Amalia and Georg are the heartbeat of the storyline, but a handful of splendidly-acted complementary characters make valuable contributions. Mr. Maraczek (Terry Hamilton) is the owner of the shop who fears someone on his payroll is having it on with his wife. Ilona Ritter (Jessica Naimy) is a highly sexed and gullible clerk given the run-around by Steven Kodaly (David Schlumpf), another clerk and a real slime ball lady’s man. Ladislav Sipos (James Earl Jones II) is a clerk trying to conceal his mediocrity so he can keep his job. Arpad Laszlo (the role is split between Grant Killian and Johnny Rabe) is the shop’s teenage delivery boy who aspires mightily to reach the promised land of a full clerkship. All the supporting characters wind up with their own happy endings, except the rotter Kodaly who gets a well-earned heave-ho.


Telford and Goodrich play off each other wonderfully, Telford’s Amalia is warm and outgoing and wearing her heart on her sleeve. Goodrich’s Georg is more reserved on the outside but emotionally aching on the inside. Each time I’ve seen him in a local theater, Goodrich never failed to hit the bull’s-eye, whether it’s in Shakespeare or a musical. The production is a coming out party for Jones as a musical comedy star. He has already established himself as a solid dramatic actor but at the Marriott he turns Sipos into a superb comic character, full of drollery and perfect timing. A theater needs to find a starring comic role for him.

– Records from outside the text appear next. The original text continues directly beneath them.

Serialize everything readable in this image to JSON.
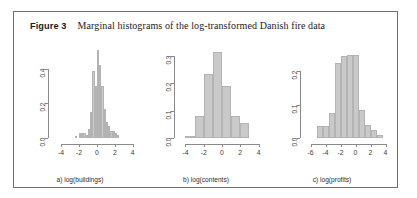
{
  "figure": {
    "label": "Figure 3",
    "title": "Marginal histograms of the log-transformed Danish fire data",
    "border_color": "#6e6e6e",
    "background": "#ffffff",
    "bar_fill": "#c9c9c9",
    "axis_color": "#8a8a8a"
  },
  "chart_data": [
    {
      "type": "bar",
      "panel": "a",
      "title": "a) log(buildings)",
      "xlabel": "a) log(buildings)",
      "ylabel": "",
      "xlim": [
        -4.8,
        4.6
      ],
      "ylim": [
        0.0,
        0.52
      ],
      "xticks": [
        -4,
        -2,
        0,
        2,
        4
      ],
      "xtick_labels": [
        "-4",
        "-2",
        "0",
        "2",
        "4"
      ],
      "yticks": [
        0.0,
        0.2,
        0.4
      ],
      "ytick_labels": [
        "0.0",
        "0.2",
        "0.4"
      ],
      "grid": false,
      "bin_width": 0.25,
      "bin_starts": [
        -2.5,
        -2.25,
        -2.0,
        -1.75,
        -1.5,
        -1.25,
        -1.0,
        -0.75,
        -0.5,
        -0.25,
        0.0,
        0.25,
        0.5,
        0.75,
        1.0,
        1.25,
        1.5,
        1.75,
        2.0,
        2.25
      ],
      "values": [
        0.01,
        0.0,
        0.03,
        0.03,
        0.03,
        0.02,
        0.05,
        0.15,
        0.39,
        0.3,
        0.51,
        0.42,
        0.3,
        0.17,
        0.09,
        0.07,
        0.04,
        0.04,
        0.03,
        0.02
      ]
    },
    {
      "type": "bar",
      "panel": "b",
      "title": "b) log(contents)",
      "xlabel": "b) log(contents)",
      "ylabel": "",
      "xlim": [
        -4.6,
        4.6
      ],
      "ylim": [
        0.0,
        0.33
      ],
      "xticks": [
        -4,
        -2,
        0,
        2,
        4
      ],
      "xtick_labels": [
        "-4",
        "-2",
        "0",
        "2",
        "4"
      ],
      "yticks": [
        0.0,
        0.1,
        0.2,
        0.3
      ],
      "ytick_labels": [
        "0.0",
        "0.1",
        "0.2",
        "0.3"
      ],
      "grid": false,
      "bin_width": 1.0,
      "bin_starts": [
        -4.0,
        -3.0,
        -2.0,
        -1.0,
        0.0,
        1.0,
        2.0
      ],
      "values": [
        0.008,
        0.08,
        0.235,
        0.315,
        0.19,
        0.08,
        0.055
      ]
    },
    {
      "type": "bar",
      "panel": "c",
      "title": "c) log(profits)",
      "xlabel": "c) log(profits)",
      "ylabel": "",
      "xlim": [
        -6.6,
        4.6
      ],
      "ylim": [
        0.0,
        0.27
      ],
      "xticks": [
        -6,
        -4,
        -2,
        0,
        2,
        4
      ],
      "xtick_labels": [
        "-6",
        "-4",
        "-2",
        "0",
        "2",
        "4"
      ],
      "yticks": [
        0.0,
        0.1,
        0.2
      ],
      "ytick_labels": [
        "0.0",
        "0.1",
        "0.2"
      ],
      "grid": false,
      "bin_width": 0.8,
      "bin_starts": [
        -5.2,
        -4.4,
        -3.6,
        -2.8,
        -2.0,
        -1.2,
        -0.4,
        0.4,
        1.2,
        2.0,
        2.8
      ],
      "values": [
        0.035,
        0.035,
        0.075,
        0.225,
        0.245,
        0.25,
        0.25,
        0.085,
        0.04,
        0.025,
        0.008
      ]
    }
  ]
}
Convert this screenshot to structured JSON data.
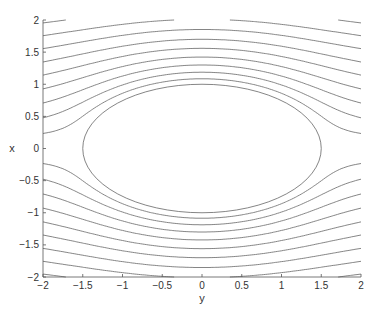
{
  "chart_data": {
    "type": "contour",
    "title": "",
    "xlabel": "y",
    "ylabel": "x",
    "xlim": [
      -2,
      2
    ],
    "ylim": [
      -2,
      2
    ],
    "xticks": [
      -2,
      -1.5,
      -1,
      -0.5,
      0,
      0.5,
      1,
      1.5,
      2
    ],
    "yticks": [
      -2,
      -1.5,
      -1,
      -0.5,
      0,
      0.5,
      1,
      1.5,
      2
    ],
    "xtick_labels": [
      "-2",
      "-1.5",
      "-1",
      "-0.5",
      "0",
      "0.5",
      "1",
      "1.5",
      "2"
    ],
    "ytick_labels": [
      "-2",
      "-1.5",
      "-1",
      "-0.5",
      "0",
      "0.5",
      "1",
      "1.5",
      "2"
    ],
    "grid": false,
    "legend": null,
    "body": {
      "shape": "ellipse",
      "center": [
        0,
        0
      ],
      "semi_axis_horizontal": 1.5,
      "semi_axis_vertical": 1.0
    },
    "stream_levels": [
      0.14,
      0.3,
      0.47,
      0.65,
      0.84,
      1.03,
      1.23,
      1.43,
      1.63,
      1.84,
      2.05,
      2.26,
      2.47,
      2.68,
      2.9,
      -0.14,
      -0.3,
      -0.47,
      -0.65,
      -0.84,
      -1.03,
      -1.23,
      -1.43,
      -1.63,
      -1.84,
      -2.05,
      -2.26,
      -2.47,
      -2.68,
      -2.9
    ],
    "line_color": "#666666",
    "axis_color": "#555555"
  },
  "axes": {
    "xlabel": "y",
    "ylabel": "x"
  }
}
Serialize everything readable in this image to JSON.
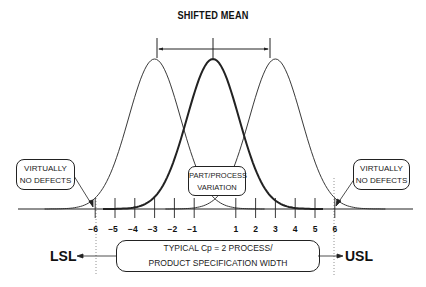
{
  "title": "SHIFTED MEAN",
  "callouts": {
    "left": {
      "line1": "VIRTUALLY",
      "line2": "NO DEFECTS"
    },
    "right": {
      "line1": "VIRTUALLY",
      "line2": "NO DEFECTS"
    },
    "center": {
      "line1": "PART/PROCESS",
      "line2": "VARIATION"
    }
  },
  "axis": {
    "ticks": [
      {
        "value": -6,
        "label": "-6"
      },
      {
        "value": -5,
        "label": "-5"
      },
      {
        "value": -4,
        "label": "-4"
      },
      {
        "value": -3,
        "label": "-3"
      },
      {
        "value": -2,
        "label": "-2"
      },
      {
        "value": -1,
        "label": "-1"
      },
      {
        "value": 1,
        "label": "1"
      },
      {
        "value": 2,
        "label": "2"
      },
      {
        "value": 3,
        "label": "3"
      },
      {
        "value": 4,
        "label": "4"
      },
      {
        "value": 5,
        "label": "5"
      },
      {
        "value": 6,
        "label": "6"
      }
    ]
  },
  "limits": {
    "lower": "LSL",
    "upper": "USL"
  },
  "spec_box": {
    "line1": "TYPICAL Cp = 2 PROCESS/",
    "line2": "PRODUCT SPECIFICATION WIDTH"
  },
  "curves": [
    {
      "name": "shifted-left",
      "mean": -3,
      "bold": false
    },
    {
      "name": "centered",
      "mean": 0,
      "bold": true
    },
    {
      "name": "shifted-right",
      "mean": 3,
      "bold": false
    }
  ]
}
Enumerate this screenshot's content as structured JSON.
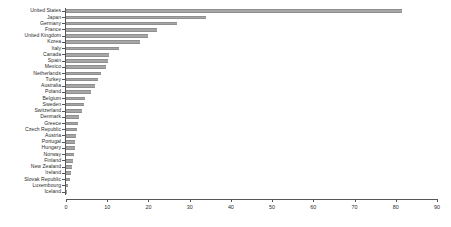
{
  "chart_data": {
    "type": "bar",
    "orientation": "horizontal",
    "title": "",
    "subtitle": "",
    "xlabel": "",
    "ylabel": "",
    "xlim": [
      0,
      90
    ],
    "ylim": null,
    "grid": false,
    "legend": null,
    "xticks": [
      0,
      10,
      20,
      30,
      40,
      50,
      60,
      70,
      80,
      90
    ],
    "bar_color": "#a6a6a6",
    "axis_color": "#555555",
    "text_color": "#2b2b2b",
    "background": "#ffffff",
    "categories": [
      "United States",
      "Japan",
      "Germany",
      "France",
      "United Kingdom",
      "Korea",
      "Italy",
      "Canada",
      "Spain",
      "Mexico",
      "Netherlands",
      "Turkey",
      "Australia",
      "Poland",
      "Belgium",
      "Sweden",
      "Switzerland",
      "Denmark",
      "Greece",
      "Czech Republic",
      "Austria",
      "Portugal",
      "Hungary",
      "Norway",
      "Finland",
      "New Zealand",
      "Ireland",
      "Slovak Republic",
      "Luxembourg",
      "Iceland"
    ],
    "values": [
      81.5,
      34.0,
      27.0,
      22.0,
      20.0,
      18.0,
      12.8,
      10.5,
      10.2,
      9.7,
      8.6,
      7.8,
      7.0,
      6.0,
      4.6,
      4.3,
      3.8,
      3.2,
      2.9,
      2.6,
      2.4,
      2.2,
      2.1,
      1.9,
      1.7,
      1.5,
      1.2,
      1.0,
      0.5,
      0.2
    ]
  }
}
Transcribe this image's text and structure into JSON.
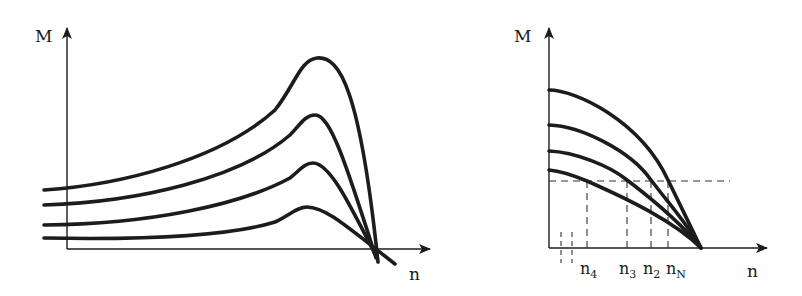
{
  "diagrams": [
    {
      "id": "left",
      "y_axis_label": "M",
      "x_axis_label": "n",
      "description": "Four torque-speed curves with pronounced peaks, converging near the x-axis at high n"
    },
    {
      "id": "right",
      "y_axis_label": "M",
      "x_axis_label": "n",
      "description": "Four monotonically decreasing torque-speed curves converging at one point on the n-axis; a horizontal dashed load line intersects them",
      "tick_labels": {
        "n4": {
          "base": "n",
          "sub": "4"
        },
        "n3": {
          "base": "n",
          "sub": "3"
        },
        "n2": {
          "base": "n",
          "sub": "2"
        },
        "nN": {
          "base": "n",
          "sub": "N"
        }
      }
    }
  ],
  "colors": {
    "line": "#1c1c1c",
    "background": "#ffffff"
  }
}
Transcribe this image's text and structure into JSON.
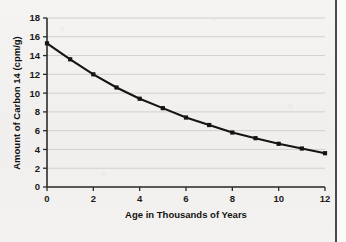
{
  "chart_data": {
    "type": "line",
    "title": "",
    "xlabel": "Age in Thousands of Years",
    "ylabel": "Amount of Carbon 14 (cpm/g)",
    "xlim": [
      0,
      12
    ],
    "ylim": [
      0,
      18
    ],
    "xticks": [
      0,
      2,
      4,
      6,
      8,
      10,
      12
    ],
    "yticks": [
      0,
      2,
      4,
      6,
      8,
      10,
      12,
      14,
      16,
      18
    ],
    "xtick_labels": [
      "0",
      "2",
      "4",
      "6",
      "8",
      "10",
      "12"
    ],
    "ytick_labels": [
      "0",
      "2",
      "4",
      "6",
      "8",
      "10",
      "12",
      "14",
      "16",
      "18"
    ],
    "grid": "horizontal",
    "legend": "none",
    "x": [
      0,
      1,
      2,
      3,
      4,
      5,
      6,
      7,
      8,
      9,
      10,
      11,
      12
    ],
    "values": [
      15.3,
      13.6,
      12.0,
      10.6,
      9.4,
      8.4,
      7.4,
      6.6,
      5.8,
      5.2,
      4.6,
      4.1,
      3.6
    ],
    "series": [
      {
        "name": "Carbon 14 decay",
        "values": [
          15.3,
          13.6,
          12.0,
          10.6,
          9.4,
          8.4,
          7.4,
          6.6,
          5.8,
          5.2,
          4.6,
          4.1,
          3.6
        ]
      }
    ],
    "marker": "square",
    "line_color": "#141414",
    "marker_color": "#141414",
    "grid_color": "#c9c6c3",
    "axis_color": "#2b2b2b",
    "background_color": "#f4f2f0"
  }
}
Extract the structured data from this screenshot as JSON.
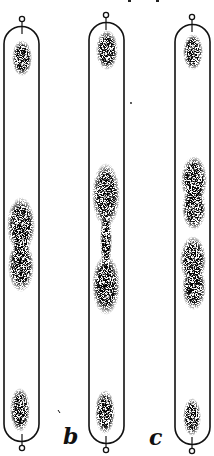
{
  "figure": {
    "ink_color": "#111111",
    "background": "#ffffff",
    "labels": [
      {
        "id": "b",
        "text": "b"
      },
      {
        "id": "c",
        "text": "c"
      }
    ],
    "tubes": [
      {
        "id": "tube-1",
        "blobs": [
          "top-cap",
          "middle-constricted",
          "bottom-cap"
        ]
      },
      {
        "id": "tube-2",
        "blobs": [
          "top-cap",
          "middle-hourglass",
          "bottom-cap"
        ]
      },
      {
        "id": "tube-3",
        "blobs": [
          "top-cap",
          "upper-middle",
          "lower-middle",
          "bottom-cap"
        ]
      }
    ]
  }
}
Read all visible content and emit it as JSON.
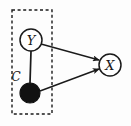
{
  "figure": {
    "type": "causal-graph-diagram",
    "background_color": "#fdfdfd",
    "stroke_color": "#1a1a1a",
    "width": 131,
    "height": 126
  },
  "plate": {
    "label": "C",
    "style": "dashed",
    "x": 12,
    "y": 10,
    "width": 40,
    "height": 104,
    "label_x": 16,
    "label_y": 77
  },
  "nodes": [
    {
      "id": "Y",
      "label": "Y",
      "shape": "circle",
      "fill": "none",
      "observed": true,
      "cx": 31,
      "cy": 40,
      "r": 11
    },
    {
      "id": "U",
      "label": "",
      "shape": "circle",
      "fill": "#111111",
      "observed": false,
      "cx": 30,
      "cy": 93,
      "r": 10
    },
    {
      "id": "X",
      "label": "X",
      "shape": "circle",
      "fill": "none",
      "observed": true,
      "cx": 110,
      "cy": 65,
      "r": 11
    }
  ],
  "edges": [
    {
      "from": "Y",
      "to": "U",
      "directed": false,
      "x1": 31,
      "y1": 51,
      "x2": 30,
      "y2": 83
    },
    {
      "from": "Y",
      "to": "X",
      "directed": true,
      "x1": 41,
      "y1": 44,
      "x2": 99,
      "y2": 60
    },
    {
      "from": "U",
      "to": "X",
      "directed": true,
      "x1": 40,
      "y1": 91,
      "x2": 99,
      "y2": 69
    }
  ]
}
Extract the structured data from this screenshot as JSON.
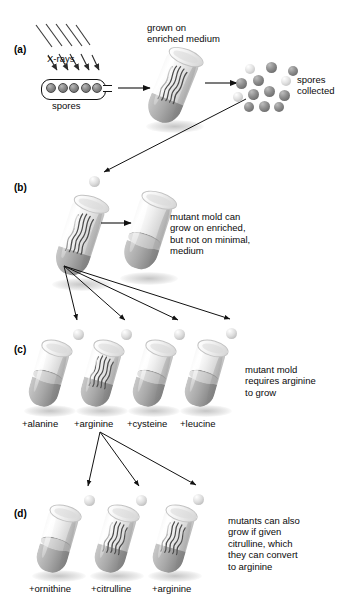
{
  "figure": {
    "ink": "#0a0a0a",
    "spore_dark": "#5a5a5a",
    "spore_light": "#dcdcdc"
  },
  "panels": [
    {
      "id": "(a)",
      "labels": {
        "xrays": "X-rays",
        "spores": "spores",
        "grown_on": "grown on\nenriched medium",
        "collected": "spores\ncollected"
      },
      "ray_count": 5,
      "capsule_spore_count": 5,
      "collected_spore_count": 13
    },
    {
      "id": "(b)",
      "caption": "mutant mold can\ngrow on enriched,\nbut not on minimal,\nmedium",
      "tubes": [
        {
          "name": "enriched",
          "growth": true
        },
        {
          "name": "minimal",
          "growth": false
        }
      ]
    },
    {
      "id": "(c)",
      "caption": "mutant mold\nrequires arginine\nto grow",
      "tubes": [
        {
          "label": "+alanine",
          "growth": false
        },
        {
          "label": "+arginine",
          "growth": true
        },
        {
          "label": "+cysteine",
          "growth": false
        },
        {
          "label": "+leucine",
          "growth": false
        }
      ]
    },
    {
      "id": "(d)",
      "caption": "mutants can also\ngrow if given\ncitrulline, which\nthey can convert\nto arginine",
      "tubes": [
        {
          "label": "+ornithine",
          "growth": false
        },
        {
          "label": "+citrulline",
          "growth": true
        },
        {
          "label": "+arginine",
          "growth": true
        }
      ]
    }
  ]
}
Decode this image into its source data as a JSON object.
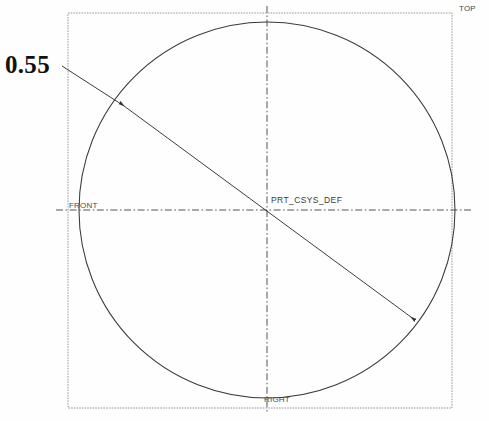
{
  "drawing": {
    "background_color": "#fefefe",
    "frame": {
      "name": "view-border",
      "x": 68,
      "y": 13,
      "width": 384,
      "height": 395,
      "color": "#9a9a9a"
    },
    "circle": {
      "name": "main-circle",
      "cx": 267,
      "cy": 210,
      "r": 188,
      "color": "#3a3a3a"
    },
    "centerlines": {
      "color": "#555555",
      "horizontal": {
        "x1": 56,
        "y1": 210,
        "x2": 472,
        "y2": 210
      },
      "vertical": {
        "x1": 267,
        "y1": 6,
        "x2": 267,
        "y2": 414
      }
    },
    "dimension": {
      "value": "0.55",
      "text_x": 5,
      "text_y": 52,
      "leader": {
        "x1": 62,
        "y1": 66,
        "x2": 120,
        "y2": 103
      },
      "line": {
        "x1": 120,
        "y1": 103,
        "x2": 415,
        "y2": 320
      },
      "arrow_start": {
        "x": 120,
        "y": 103
      },
      "arrow_end": {
        "x": 415,
        "y": 320
      },
      "color": "#333333"
    },
    "labels": [
      {
        "name": "datum-label-top",
        "text": "TOP",
        "x": 459,
        "y": 5
      },
      {
        "name": "datum-label-front",
        "text": "FRONT",
        "x": 69,
        "y": 202
      },
      {
        "name": "datum-label-right",
        "text": "RIGHT",
        "x": 264,
        "y": 396
      }
    ],
    "csys": {
      "name": "PRT_CSYS_DEF",
      "x": 271,
      "y": 196
    }
  }
}
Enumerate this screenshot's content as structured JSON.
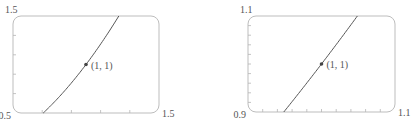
{
  "chart_data": [
    {
      "type": "line",
      "title": "",
      "function": "y = x^2",
      "xlim": [
        0.5,
        1.5
      ],
      "ylim": [
        0.5,
        1.5
      ],
      "x_tick_step": 0.2,
      "y_tick_step": 0.2,
      "corner_labels": {
        "xmin": "0.5",
        "xmax": "1.5",
        "ymax": "1.5"
      },
      "series": [
        {
          "name": "y = x^2",
          "x": [
            0.7071,
            0.8,
            0.9,
            1.0,
            1.1,
            1.2,
            1.2247
          ],
          "y": [
            0.5,
            0.64,
            0.81,
            1.0,
            1.21,
            1.44,
            1.5
          ]
        }
      ],
      "annotations": [
        {
          "x": 1,
          "y": 1,
          "text": "(1, 1)"
        }
      ],
      "grid": false
    },
    {
      "type": "line",
      "title": "",
      "function": "y = x^2",
      "xlim": [
        0.9,
        1.1
      ],
      "ylim": [
        0.9,
        1.1
      ],
      "x_tick_step": 0.02,
      "y_tick_step": 0.02,
      "corner_labels": {
        "xmin": "0.9",
        "xmax": "1.1",
        "ymax": "1.1"
      },
      "series": [
        {
          "name": "y = x^2",
          "x": [
            0.9487,
            0.97,
            1.0,
            1.03,
            1.0488
          ],
          "y": [
            0.9,
            0.9409,
            1.0,
            1.0609,
            1.1
          ]
        }
      ],
      "annotations": [
        {
          "x": 1,
          "y": 1,
          "text": "(1, 1)"
        }
      ],
      "grid": false
    }
  ]
}
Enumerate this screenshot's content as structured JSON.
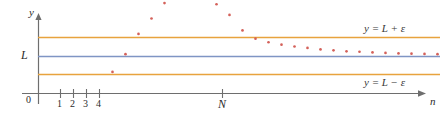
{
  "figure": {
    "caption": "Convergence of a sequence to limit L within epsilon band",
    "axis": {
      "y_label": "y",
      "x_label": "n",
      "origin_label": "0",
      "limit_label": "L",
      "threshold_label": "N",
      "tick_labels": [
        "1",
        "2",
        "3",
        "4"
      ]
    },
    "lines": {
      "upper_label": "y = L + ε",
      "center_label": "L",
      "lower_label": "y = L − ε"
    },
    "colors": {
      "axis": "#6e6e6e",
      "band": "#e8a33d",
      "limit_line": "#7f95c4",
      "points": "#d4615a",
      "text": "#2b2b2b"
    }
  },
  "chart_data": {
    "type": "scatter",
    "title": "",
    "xlabel": "n",
    "ylabel": "y",
    "grid": false,
    "legend": "none",
    "xlim": [
      0,
      30
    ],
    "ylim": [
      0,
      10
    ],
    "annotations": [
      {
        "text": "y = L + ε",
        "kind": "upper-band-line"
      },
      {
        "text": "y = L − ε",
        "kind": "lower-band-line"
      },
      {
        "text": "L",
        "kind": "limit-axis-label"
      },
      {
        "text": "N",
        "kind": "threshold-tick"
      },
      {
        "text": "0",
        "kind": "origin"
      }
    ],
    "reference_lines": [
      {
        "name": "y = L + ε",
        "y": 5.8,
        "color": "#e8a33d"
      },
      {
        "name": "y = L",
        "y": 5.0,
        "color": "#7f95c4"
      },
      {
        "name": "y = L − ε",
        "y": 4.2,
        "color": "#e8a33d"
      }
    ],
    "threshold_N": 14,
    "x": [
      1,
      2,
      3,
      4,
      5,
      6,
      7,
      8,
      9,
      10,
      11,
      12,
      13,
      14,
      15,
      16,
      17,
      18,
      19,
      20,
      21,
      22,
      23,
      24,
      25,
      26,
      27,
      28,
      29,
      30
    ],
    "y": [
      1.1,
      1.35,
      1.95,
      2.85,
      4.35,
      5.1,
      5.95,
      6.6,
      7.25,
      7.45,
      7.55,
      7.5,
      7.2,
      6.75,
      6.1,
      5.75,
      5.6,
      5.5,
      5.42,
      5.36,
      5.3,
      5.26,
      5.22,
      5.2,
      5.17,
      5.15,
      5.13,
      5.12,
      5.11,
      5.1
    ],
    "series": [
      {
        "name": "a_n",
        "marker": "dot",
        "color": "#d4615a",
        "points": [
          {
            "x": 1,
            "y": 1.1
          },
          {
            "x": 2,
            "y": 1.35
          },
          {
            "x": 3,
            "y": 1.95
          },
          {
            "x": 4,
            "y": 2.85
          },
          {
            "x": 5,
            "y": 4.35
          },
          {
            "x": 6,
            "y": 5.1
          },
          {
            "x": 7,
            "y": 5.95
          },
          {
            "x": 8,
            "y": 6.6
          },
          {
            "x": 9,
            "y": 7.25
          },
          {
            "x": 10,
            "y": 7.45
          },
          {
            "x": 11,
            "y": 7.55
          },
          {
            "x": 12,
            "y": 7.5
          },
          {
            "x": 13,
            "y": 7.2
          },
          {
            "x": 14,
            "y": 6.75
          },
          {
            "x": 15,
            "y": 6.1
          },
          {
            "x": 16,
            "y": 5.75
          },
          {
            "x": 17,
            "y": 5.6
          },
          {
            "x": 18,
            "y": 5.5
          },
          {
            "x": 19,
            "y": 5.42
          },
          {
            "x": 20,
            "y": 5.36
          },
          {
            "x": 21,
            "y": 5.3
          },
          {
            "x": 22,
            "y": 5.26
          },
          {
            "x": 23,
            "y": 5.22
          },
          {
            "x": 24,
            "y": 5.2
          },
          {
            "x": 25,
            "y": 5.17
          },
          {
            "x": 26,
            "y": 5.15
          },
          {
            "x": 27,
            "y": 5.13
          },
          {
            "x": 28,
            "y": 5.12
          },
          {
            "x": 29,
            "y": 5.11
          },
          {
            "x": 30,
            "y": 5.1
          }
        ]
      }
    ]
  }
}
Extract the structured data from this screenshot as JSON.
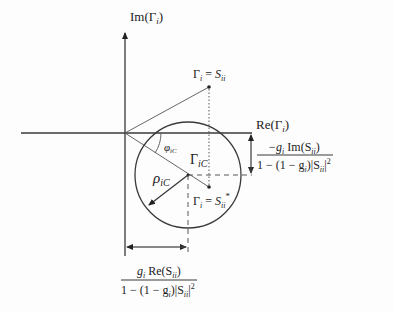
{
  "diagram": {
    "axes": {
      "vertical_label": {
        "base": "Im(Γ",
        "sub": "i",
        "tail": ")"
      },
      "horizontal_label": {
        "base": "Re(Γ",
        "sub": "i",
        "tail": ")"
      }
    },
    "points": {
      "sii": {
        "lhs": "Γ",
        "lhs_sub": "i",
        "eq": " = ",
        "rhs": "S",
        "rhs_sub": "ii"
      },
      "sii_conj": {
        "lhs": "Γ",
        "lhs_sub": "i",
        "eq": " = ",
        "rhs": "S",
        "rhs_sub": "ii",
        "sup": "*"
      }
    },
    "circle": {
      "center_label": {
        "base": "Γ",
        "sub": "iC"
      },
      "radius_label": {
        "base": "ρ",
        "sub": "iC"
      },
      "angle_label": {
        "base": "φ",
        "sub": "iC"
      }
    },
    "dimensions": {
      "vertical_offset": {
        "numerator": {
          "a": "−g",
          "a_sub": "i",
          "b": " Im(S",
          "b_sub": "ii",
          "c": ")"
        },
        "denominator": {
          "a": "1 − (1 − g",
          "a_sub": "i",
          "b": ")|S",
          "b_sub": "ii",
          "c": "|",
          "sup": "2"
        }
      },
      "horizontal_offset": {
        "numerator": {
          "a": "g",
          "a_sub": "i",
          "b": " Re(S",
          "b_sub": "ii",
          "c": ")"
        },
        "denominator": {
          "a": "1 − (1 − g",
          "a_sub": "i",
          "b": ")|S",
          "b_sub": "ii",
          "c": "|",
          "sup": "2"
        }
      }
    }
  }
}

Another scene-stealer in a smallish role is Steven Strafford as the headwaiter at the ritzy restaurant. Strafford gives an Eric Blore-type comic performance, dominating the long restaurant scene at the end of the first act with his flustered hauteur and pomposity, a humorous gem of a cameo. The cast goes deep in veteran proven talent with the ensemble populated by feature players like Lillian Castillo, Allison Sill, Johanna McKenzie Miller, James Rank, and Laura Savage.

At first Jeffrey Kmiec’s set looked a little cramped within the Marriott in-the-round performing space, but Thielen has deftly used the stage, the aisles, and the edges of the stage to capitalize on the interior’s intimacy. There are 18 people in the cast (though not on stage at the same time) but the action never looks cramped. Sally Dolembo’s costumes capture the period character of the story, atmospherically supplemented by Robert Gilmartin’s sound design and Jesse Klug’s lighting. And Sally Weiss’s properties add jut the right sense of place, whether the story is in the shop, a hospital room, or Amalia’s bedroom. The theater orchestra sounded especially good, nimbly performing arrangements of more than average musical variety.


Charm can be a wishy-washy adjective to describe a play, but it fits “She Loves Me” without suggesting cloying sentimentality. The patrons on opening night virtually cheered Amalia and Georg as they went into a clinch upon discovering they were each other’s Dear Friend rather than shop adversaries. The final blackout drew sighs of approval and pleasure from the audience who watched the two would-be lovers finally discover what the viewers knew from the opening scene, that the twosome were meant for each other.